09 April 2014

History of the SACP


Induction, Part 1b


History of the SACP

The leading political institutions of South Africa in 2014 - those that form the National Democratic Revolutionary Alliance - all have their origins in the second decade of the 20th Century, around a hundred years ago. The earliest of these was the South African Native National Congress (SANNC), established in 1912. The SANNC became the African National Congress (ANC) in 1923.

The second was the International Socialist League (ISL), established in 1915. The third was the Industrial Workers of Africa, a black workers’ union established by the ISL in 1917.

The Industrial Workers of Africa was overtaken by the Industrial and Commercial Workers’ Union, established in 1919, which also received communist support. In the 1940s, the Congress of Non-European Trade Unions (CNETU) was founded, in the 1950s SACTU, and in the 1980s, COSATU, all with communist support.

The ISL was the main component of the Communist Party of South Africa (CPSA), formalised as such in 1921. After it was banned in 1950, the CPSA became the South African Communist Party (SACP).

The ANC received communist support throughout, and this support was returned. When the CPSA was banned in 1950, the ANC protested on the first Freedom Day, June 26th of that year, and later with the Defiance of Unjust Laws Campaign that began in 1952.

One history

The history of the CPSA and its successor the SACP is woven together, from the beginning, with the history of the liberation movement, and with the history of the trade union movement, of which the biggest component is presently the COSATU federation. The history of the Party cannot be told separately, without reference to these other two.

Nor can this history be separated from the history of the world in a century of great wars, of the appearance of capitalist Imperialism, and of the October, 1917 Russian Revolution, which changed everything, but which also arose out of the same global circumstances.

These global circumstances included the aftermath of the Anglo-Boer War of 1899-1902, and the first wave of capitalist Imperialism of which that war was a major part.  The circumstances included the subsequent outbreak of intra-Imperialist conflict over the entire globe, known as the First World War, of 1914-18.

The First World War began with the betrayal of the Second Workers’ International by its components in Britain, Germany and France, who agreed to fight and to produce for their bourgeois governments. Without this betrayal, the war was not going to be possible. Those who did not sell out in this way in 1914 included V I Lenin and the Bolsheviks; Rosa Luxemburg and the Spartacists; and our South African International Socialist League, the ISL.

In April 1917 at the Finland Station in Petrograd, Lenin proposed, among other things, the formation of a new International, which would demand that its affiliates were fully communist. This became the Communist, or Third, International, also known as the Comintern, founded in 1919. Within two years of its founding, in 1921, the Communist Party of South Africa, based on the ISL, was admitted to Comintern membership.

Time Line

The attached document is a “time line”, or list of events, with dates given, and very brief remarks. It is partly derived from “The Red Flag”, a popular history of the Party compiled around 1990, after the unbanning. Other sources are also listed in the document, which is designed for printing on A4, back to back, and not as is usual with the CU, as a booklet.

An earlier version of this document, in a different format again, and containing detailed references, is also attached.

Summary

The 1920s were marked by the decisive turn to the “Black Republic Thesis”, strongly influenced by the Comintern. The 1930s were marked by sectarianism, and then by the escape from sectarianism. In the 1940s, according to the book “The Red Flag”, the CPSA was larger than the ANC. The African Miners’ Strike of 1946 changed everything. So did the election of the National Party to power, two years later.

In the 1950s the ANC took off, and one of the reasons was the strong involvement of the communists, whose own party had been banned. The ANC spoke to the world from the 1950s onwards, and it continued to do so after the banning of the ANC that came ten years after the banning of the Party, following the Sharpeville massacre of 1960.

It is necessary to see South African history together with that of the continent. There was never a lull. Extraordinary things happened, throughout.

The liberation struggle pushed onwards through the 1960s, 70s and eighties until at last in February, 1990, the unbanning of both organisations occurred.

Our timeline document goes up to 1994. Since then, the Party and the ANC have both grown and are now organised across the entire country. COSATU has also grown, but at a slower rate. The Womens’ Movement as such has not grown. The rendering of the country into an organised, democratic mass is therefore proceeding, but in an uneven way.

This is not a full history of the Party. It may be sufficient for the purposes of Induction, so that comrades have an idea of the outline of our history. But you need to read more of it, and in more detail.

The struggle continues.

·        The above is to introduce an original reading-text: History of the SACP, version 1 and 2.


_Work to be completed_
Quote exactly the lines from the one with "Identify the location of button: TOK." to the end of the data, both included; omit the pictures.

***** Provided information *****

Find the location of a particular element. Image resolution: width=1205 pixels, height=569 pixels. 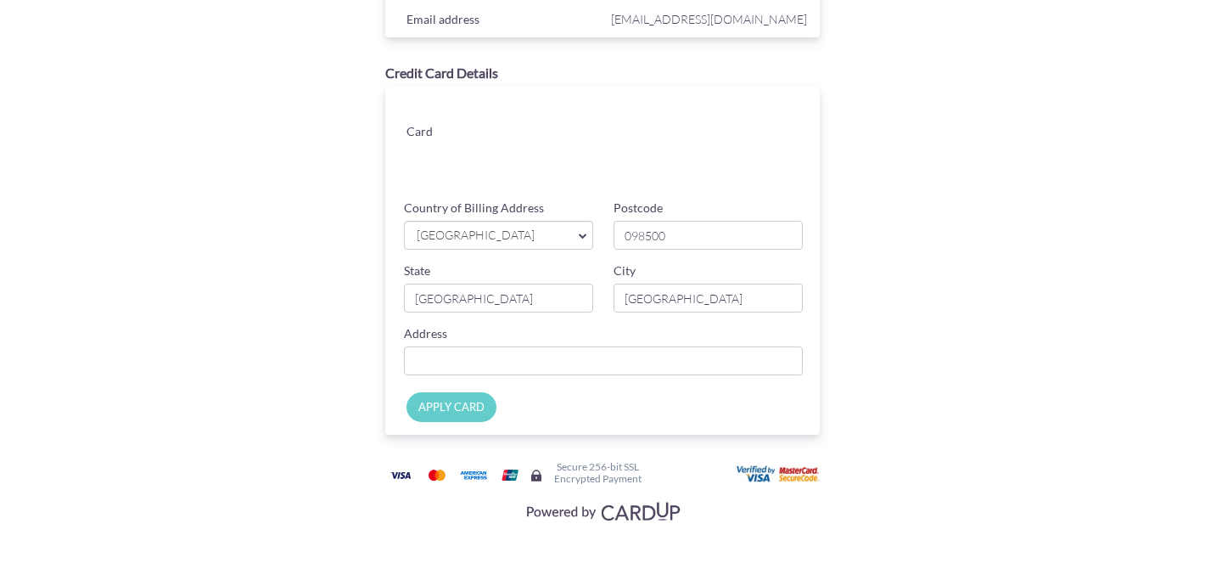

label: Address is located at coordinates (425, 333).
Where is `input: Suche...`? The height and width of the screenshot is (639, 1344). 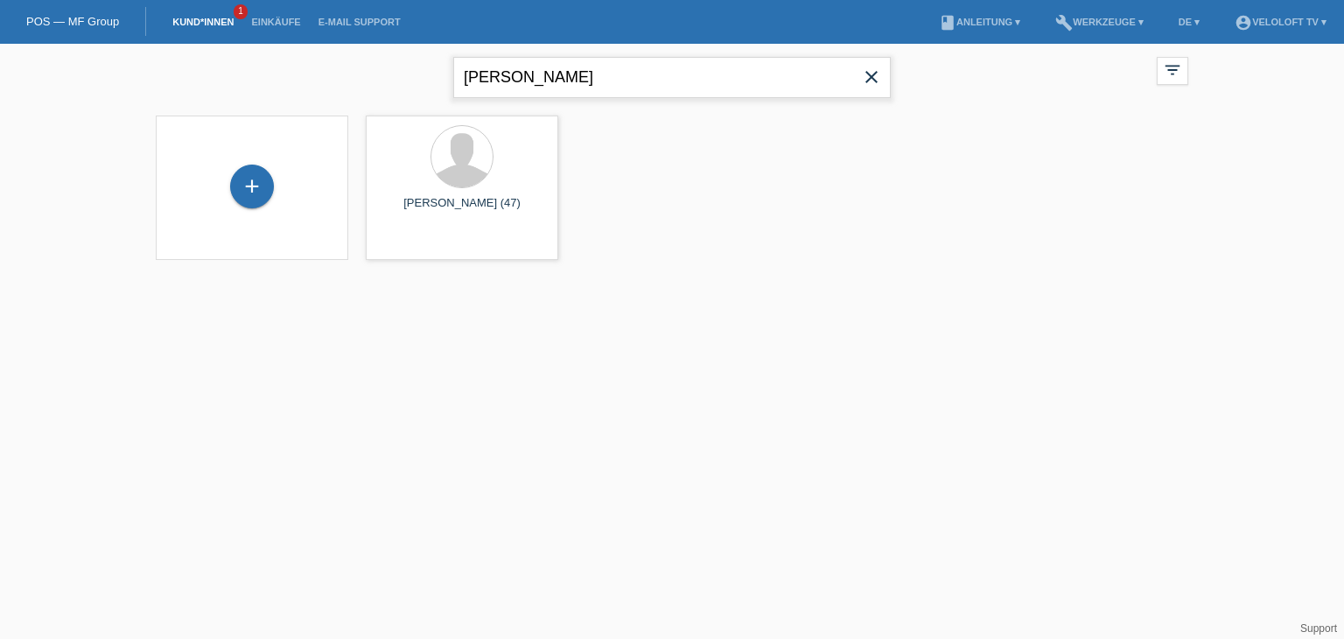
input: Suche... is located at coordinates (672, 77).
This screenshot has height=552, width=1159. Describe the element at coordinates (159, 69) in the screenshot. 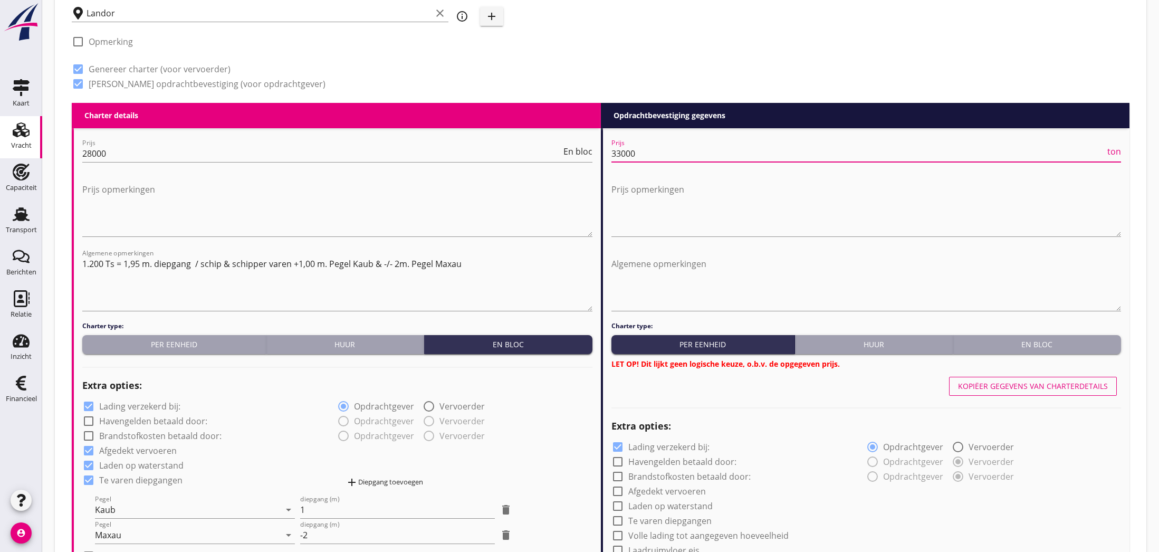

I see `label: Genereer charter (voor vervoerder)` at that location.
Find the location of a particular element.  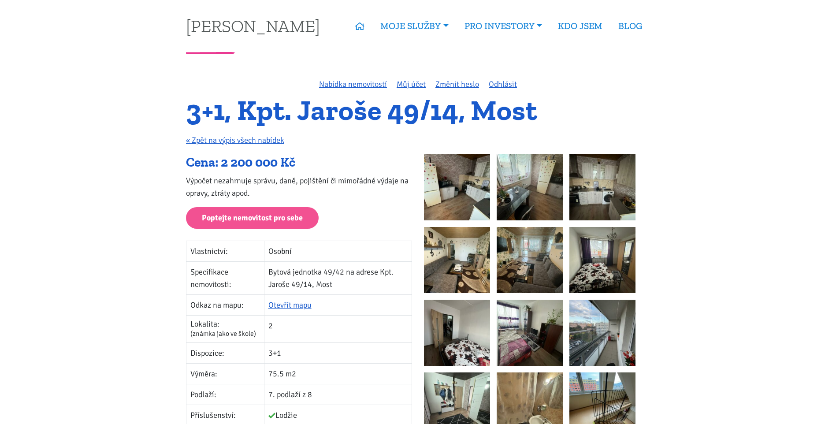

a: Můj účet is located at coordinates (411, 84).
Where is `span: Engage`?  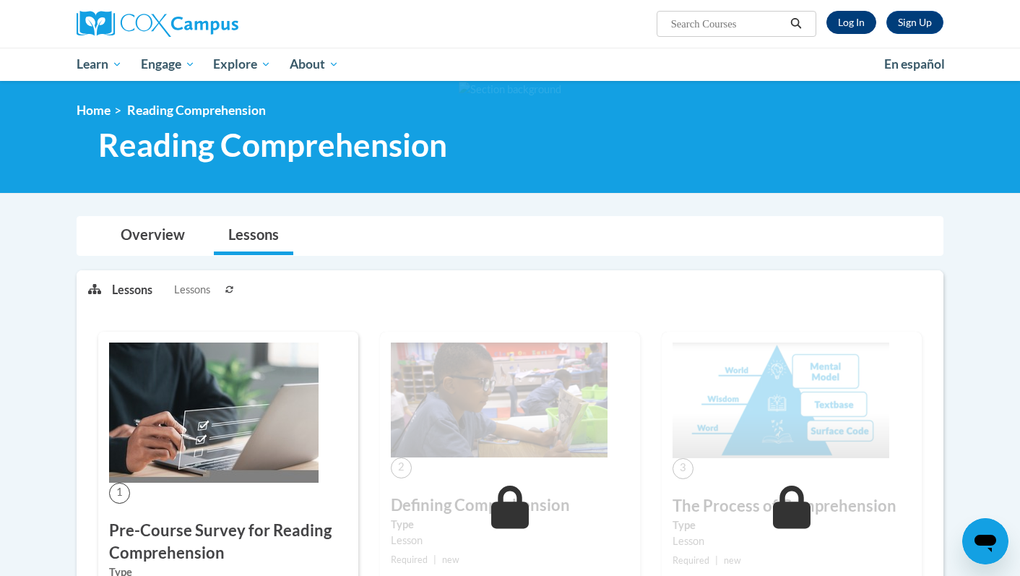 span: Engage is located at coordinates (168, 64).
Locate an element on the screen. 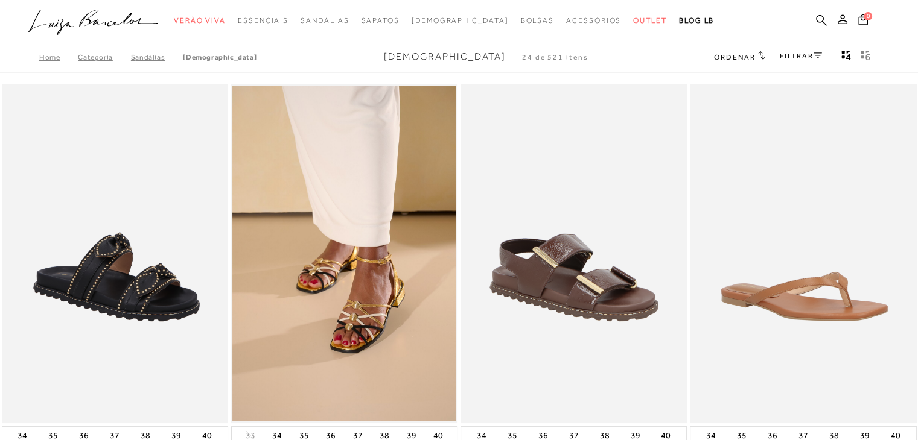 Image resolution: width=918 pixels, height=440 pixels. span: 0 is located at coordinates (867, 16).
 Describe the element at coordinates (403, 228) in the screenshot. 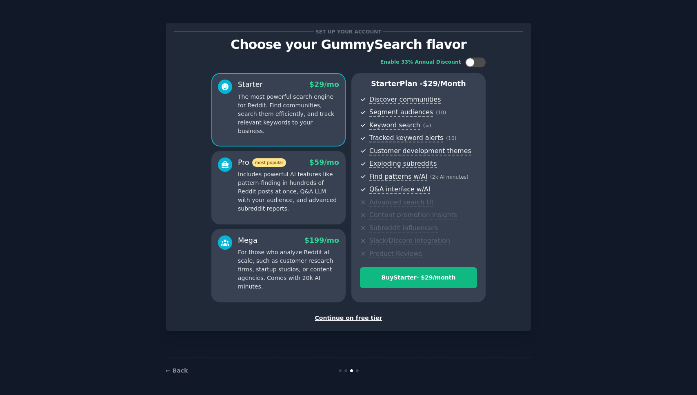

I see `span: Subreddit influencers` at that location.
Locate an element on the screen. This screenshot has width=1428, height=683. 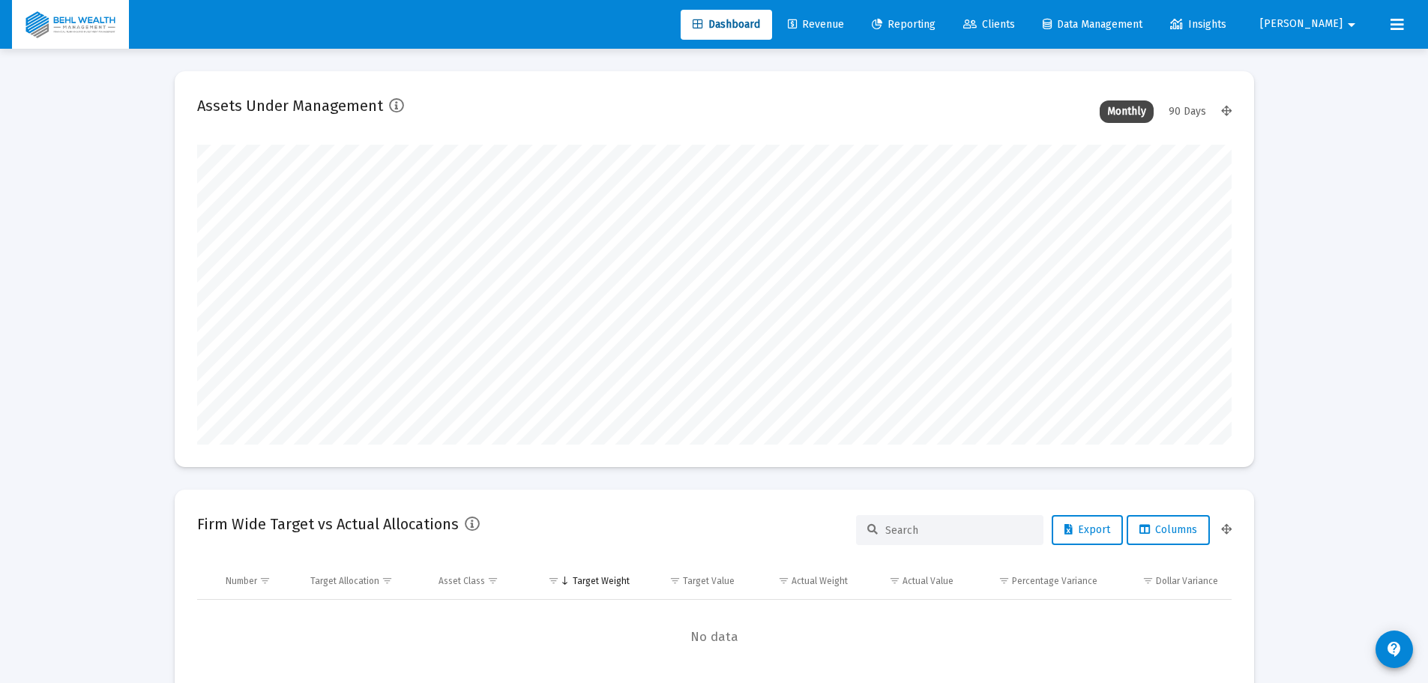
td: Column Actual Value is located at coordinates (911, 581).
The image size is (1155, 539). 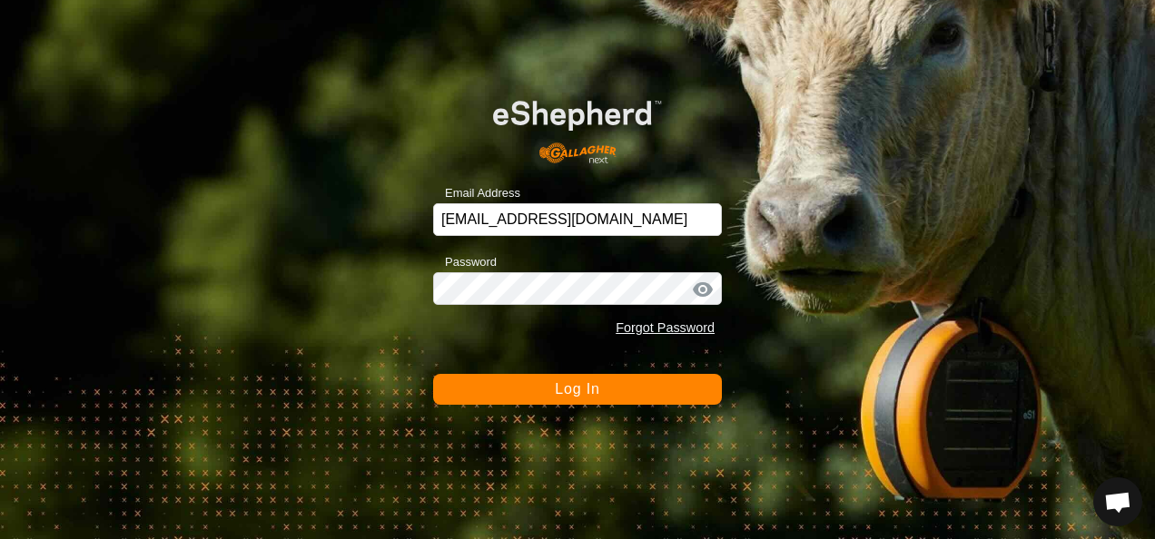 I want to click on span: Log In, so click(x=577, y=389).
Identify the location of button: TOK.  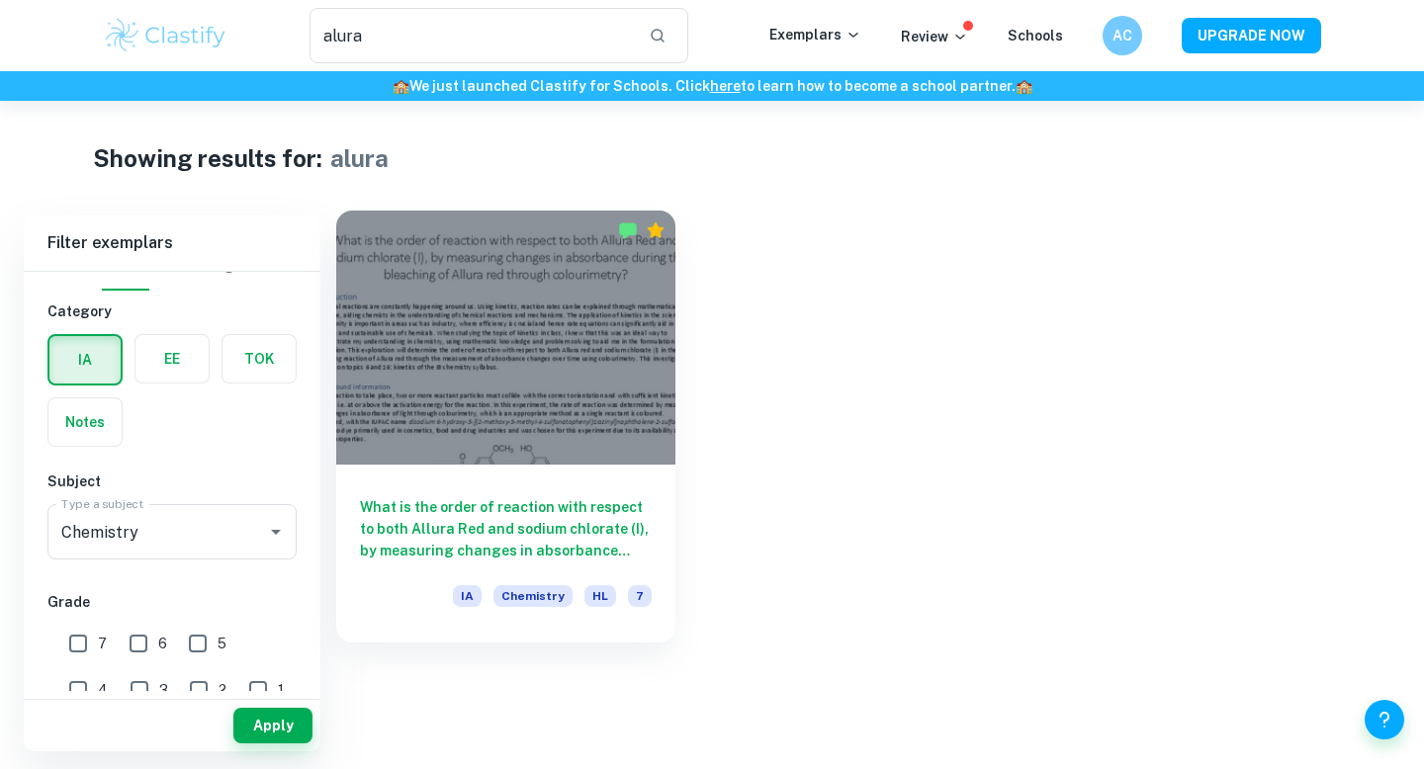
(259, 359).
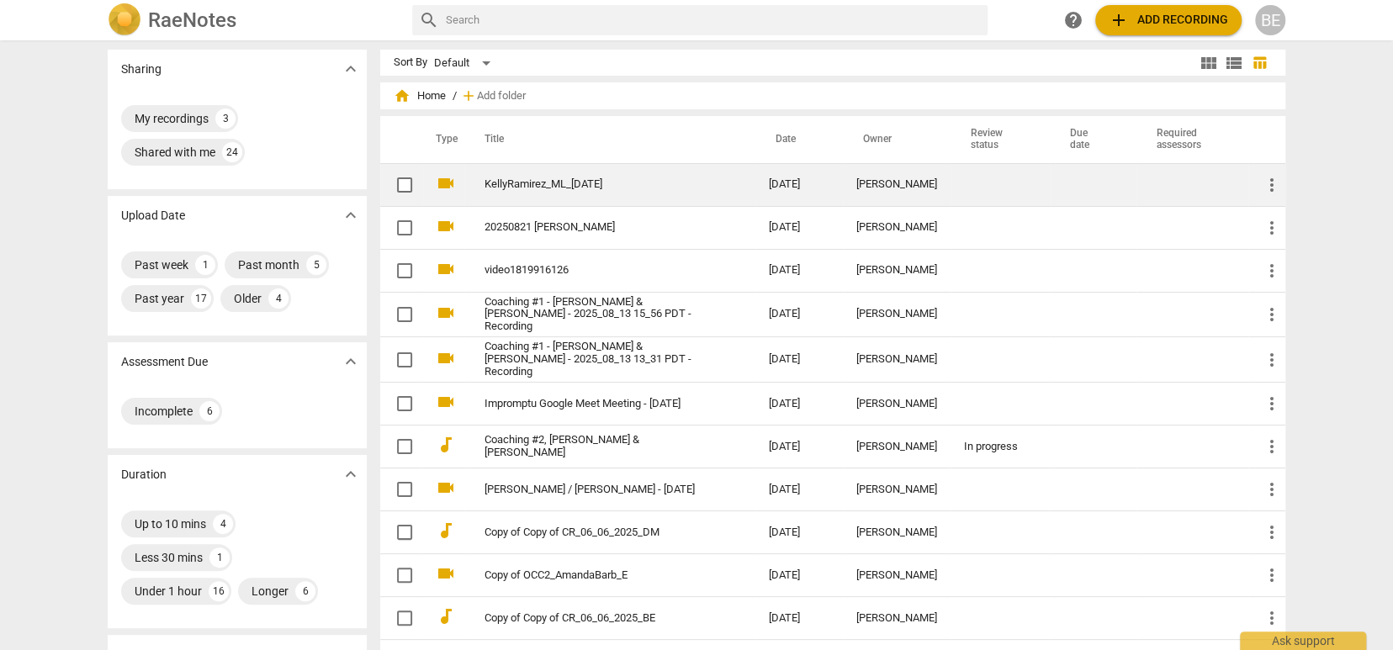  I want to click on button: Table view, so click(1259, 63).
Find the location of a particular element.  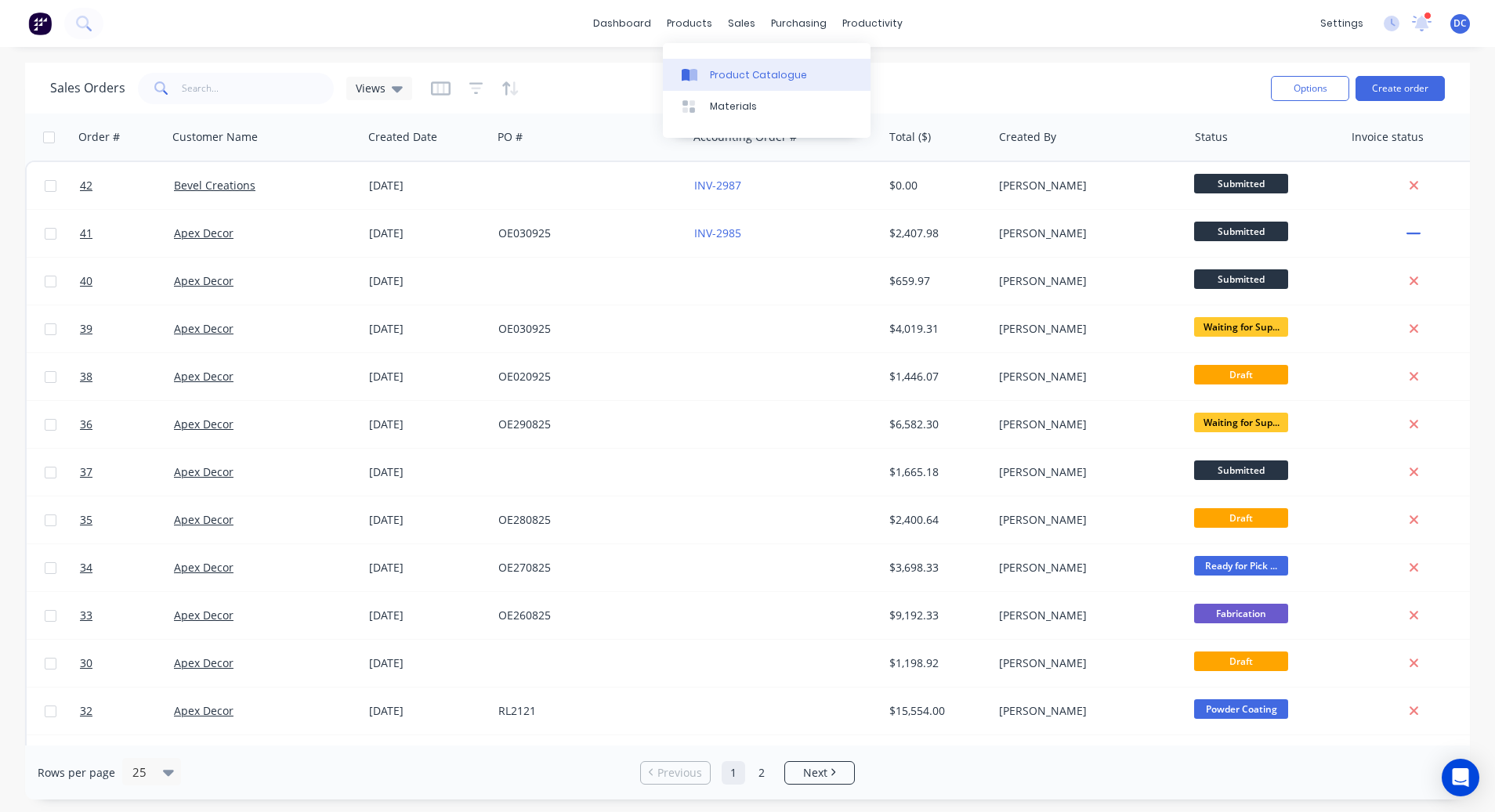

div: OE270825 is located at coordinates (585, 568).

*****

_Task answer_
Identify the location of button: TOK.  
(259, 359).
  I want to click on button: Table view, so click(1259, 63).
Find the location of a particular element.  

div: OE270825 is located at coordinates (585, 568).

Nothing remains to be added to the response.